Russia is also throwing money at its ambition to achieve food self-sufficiency by 2020 as it keeps the prohibitions on EU produce for several more years. Putin has allocated an extra €3.3bn to Russia’s agricultural sector in the 2017 budget, but there is a tacit acknowledgement amongst the political establishment that Russia has to partner with foreign countries to stimulate moribund production. However, Russia’s distrust of China runs deep, with both geography and history inhibiting them from becoming closer allies. 

I think I’m turning Chinese, I really think so

Many Russians in the east – which has a dwindling population – fear that in the future they will have to speak Chinese. The Russian regions neighbouring China – Amur, Primorye and Khabarovsk – are home to only around 4mn Russians, slightly more than two people per square kilometre, while there is up to 5mn Chinese illegal immigrants living in Russia’s Far East, and the number is increasing by a million or so every year, according to some estimates.

On the other side of the border, stretching for 3,650km, there are 109mn Chinese living in the neighbouring regions of Heilongjiang, Jilin ​​and Liaoning, who are part of a much bigger country with a rapidly growing, hungry population.

Victor Ishaev, former governor of Khabarovsk region, warned back in 1999 that, “all the land in Russia’s Far East” will be bought up by Chinese. “The peaceful capture of the Far East is underway.” 

An actual deal to lease Russian land in the Trans-Baikal region to the Chinese in 2015 caused an uproar. The agreement allows the Chinese firm Huae Sinban to rent up to 300,000 acres of land over 49 years to grow crops and rear livestock.

After the deal was signed, the firebrand leader of the ultranationalist Liberal Democratic Party, Vladimir Zhirinovsky, warned that a future governor of Trans-Baikal Territory will be Chinese and demanded the mass eviction of Chinese migrant workers.

Putin is well aware of the sensitivities and spoke about the demographic problems in the Far East at an economic forum in Vladivostok as recently as September. To tackle this under-population, the Russian government created a new law last year, entitling every Russian citizen to a hectare of land in the Far East for free.

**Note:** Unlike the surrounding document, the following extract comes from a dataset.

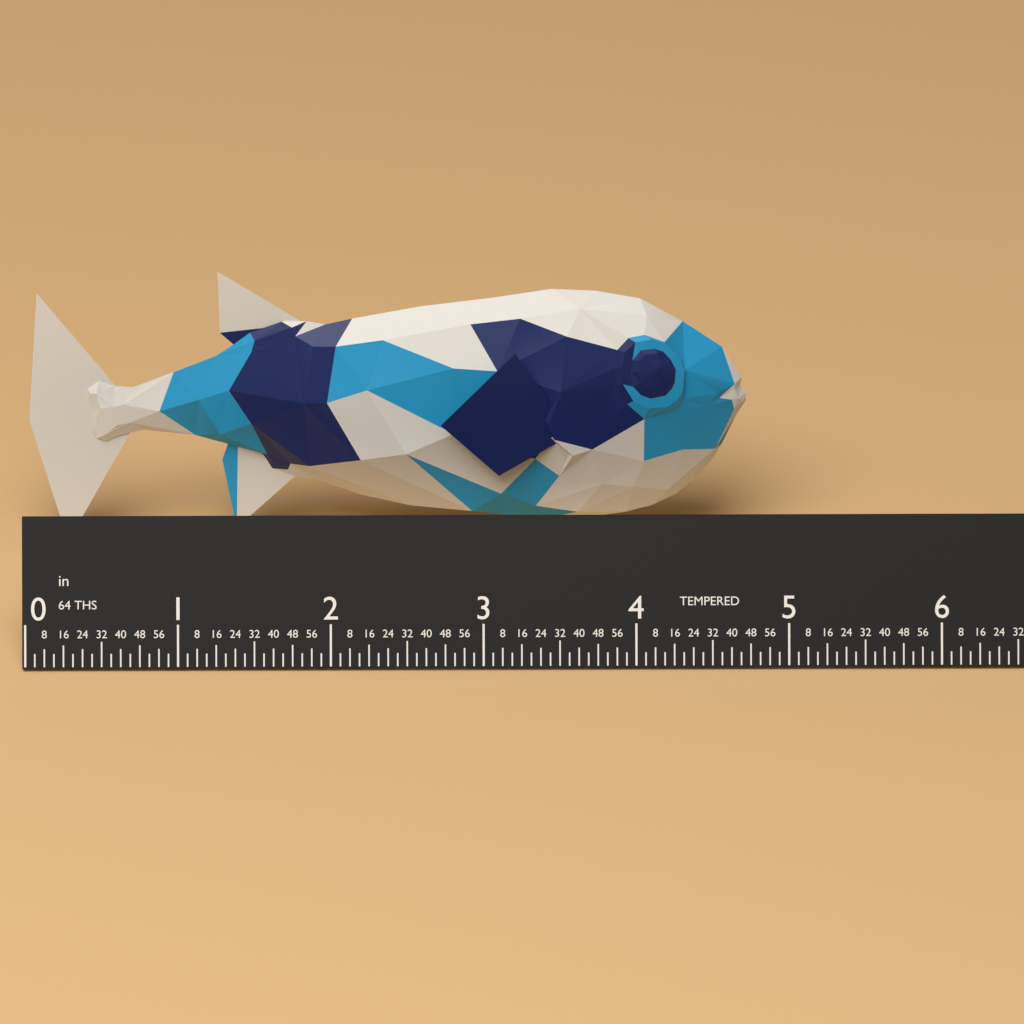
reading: 4.7500 in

However, the scheme has reportedly had limited success so far. For instance, hundreds of people have been applying for the same prime plots in Khankaiski District with only a dozen or so being successful. The Financial Times reported in September how one Russian trader, Anton Nekhoroshkov, had bought land in Khankaisky with the hope of building a roadside location to service passing truck drivers and tourists from China. However, Nekhoroshov’s hopes faded after he arrived and found that his land was located in a swamp and the road was a gravel track with no passing traffic.  

In the meantime, Chinese are fanning out across Russia’s Far East. In Primorye, parcels of land that used to lie uncultivated are now soyabean fields, many rented and tilled by Chinese farmers. Chinese investors have also renewed former collective rice planting areas near Lake Khanka that were neglected after the Soviet Union collapsed.

Chinese farmers are also making inroads in Western Russia in a project in Ryazan, a region just 200km southeast of Moscow. In May last year, the RDIF said it is partnering with China’s Banner Infant Dairy Products and Thailand’s Charoen Pokphand Group to build a $1bn dairy complex in Ryazan. Once completed in three to five years, the complex is supposed to produce about 300,000 tonnes of milk and 400,000 tonnes of cheese and dairy products.

In a separate deal, Vietnam’s TH Group started building dairy farms outside Moscow as part of a ten-year $2.7bn project.

The Ryazan enterprise, which will be run by Charoen Pokphand, will include dairy farms catering for 80,000 milking cows and a feed factory with 60,000 hectares of grain, according to the RDIF. Industry insiders have speculated whether this project will simply replace the more controversial mega-project in China’s Heilongjiang province.

“The RDIF may be trying to quietly scrap the Chinese farm in Heilongjiang,” a senior agricultural player with links to the government projects, tells bne IntelliNews. “Having Chinese farmers working inside Russian borders might be more palatable than having them milk our cows in China.”